You can’t imagine how perfect your advice is for me, as well as the protagonist I have created. If you are willing to indulge me, here are a couple of excerpts from Unreasonable Suspicion.
Once they were both inside, Brenda closed her office door and pressed her back against it, as if to create a barricade. Despite her waif-like appearance, the magnetic field of anger emanating from her would have been enough to bar anyone from barging in. After a long exhale, she said, “He did that to deliberately challenge my authority. To humiliate me…”
“You did zat to deliberately defy me, Renata. Now play it correctly.” Renata shuddered ever so slightly and the fingertips of her left hand tingled at the recollection of her mother’s words, and the dissonant strains of a late Beethoven string quartet.
.....
At last it was time to practice the fourth step of spiritual health - letting go of the results. Reportedly, according to Native American wisdom it followed (1) showing up, (2) doing your best, and (3) telling the truth. For Renata that played out in early 21st Century European-American tradition as having a glass of wine, or, the occasional cocktail if circumstances warranted something a little stronger. Um, like this evening maybe? She turned on her sound system, and while her Manhattan “cooked” in the freezer for the required 30 minutes, she went upstairs to shed her management guru getup and relax in a warm tub scented with White Moss bath gel and wonder if Dr. Stern, Asher, might possibly have marital problems.

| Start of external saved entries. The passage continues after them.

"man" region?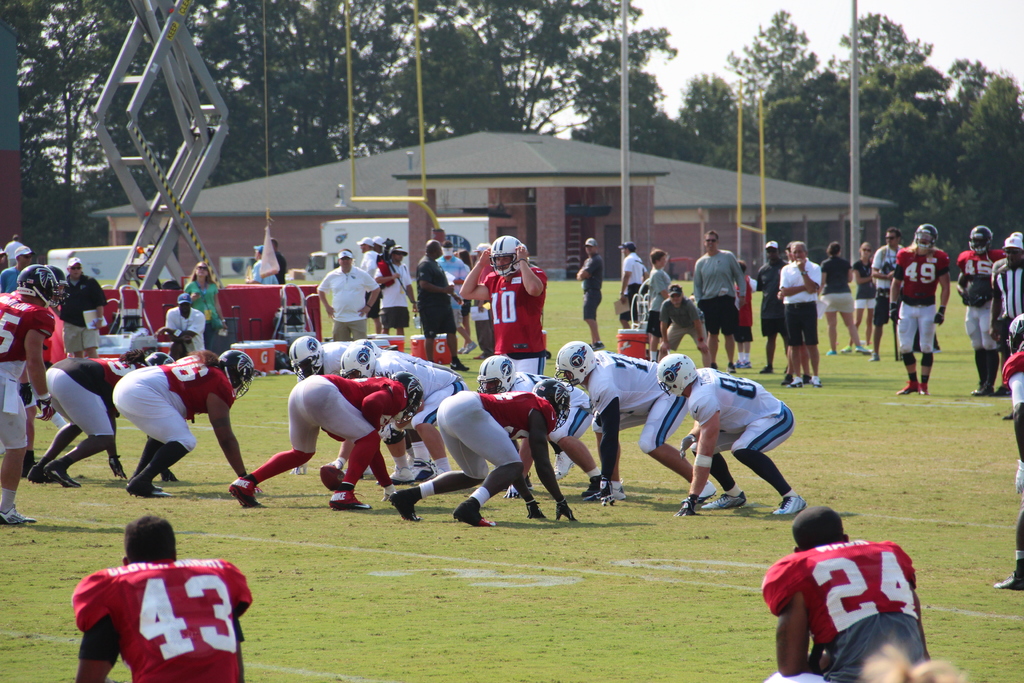
575,235,602,352
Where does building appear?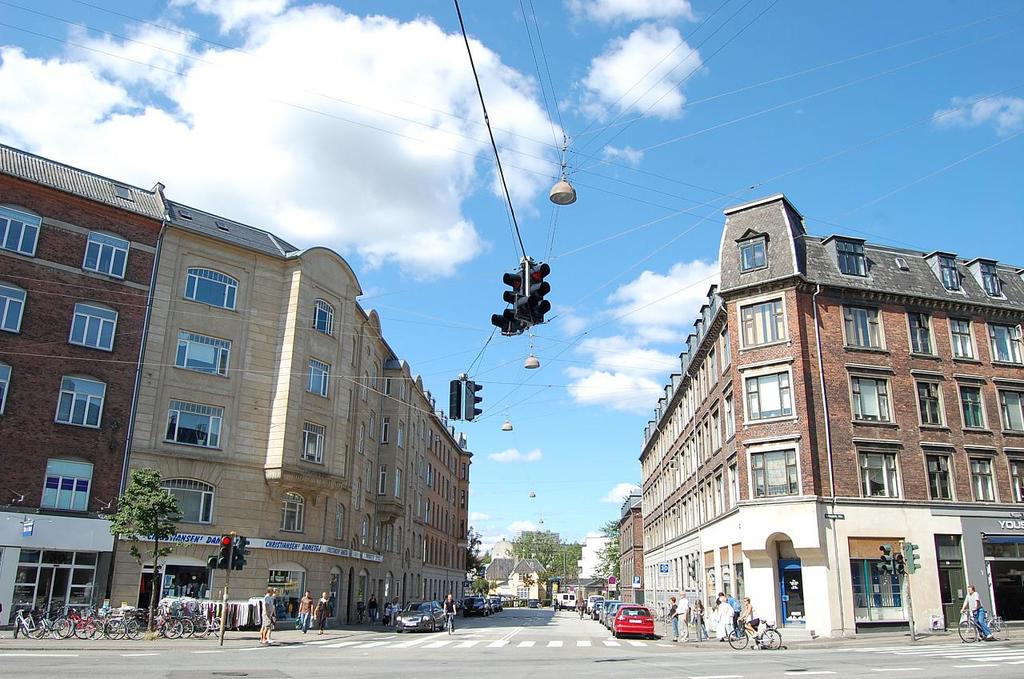
Appears at {"left": 614, "top": 495, "right": 642, "bottom": 607}.
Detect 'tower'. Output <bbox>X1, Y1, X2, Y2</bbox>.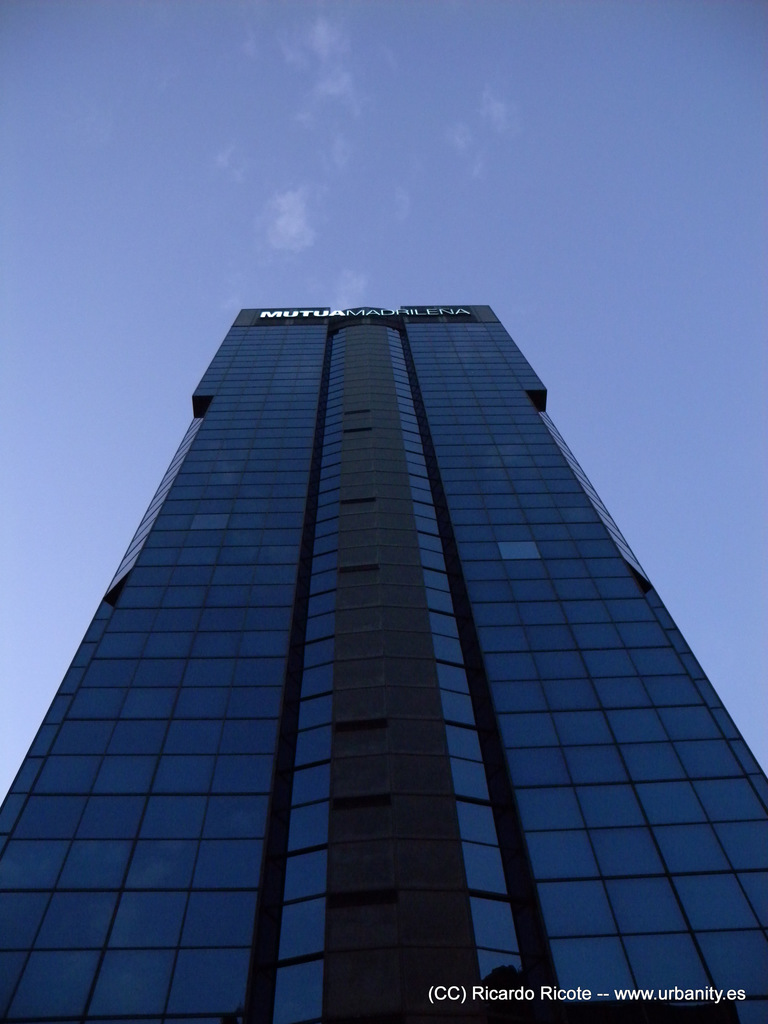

It was a little before seven when Renata padded back down the steep wooden stairs swaddled in a white terry cloth robe and puffy animal print slippers that were a birthday present from her dad’s longtime girlfriend, Nutmeg. From her sofa she could see the Fremont Bridge looking like a colossal diamond necklace spanning the Willamette River – an impression further enhanced by a few sips of good bourbon mixed with sweet vermouth and bitters. Her short term goal was to make the allotted single serving of hard liquor last until Kenny Burrell finished fingering Blues in the Night.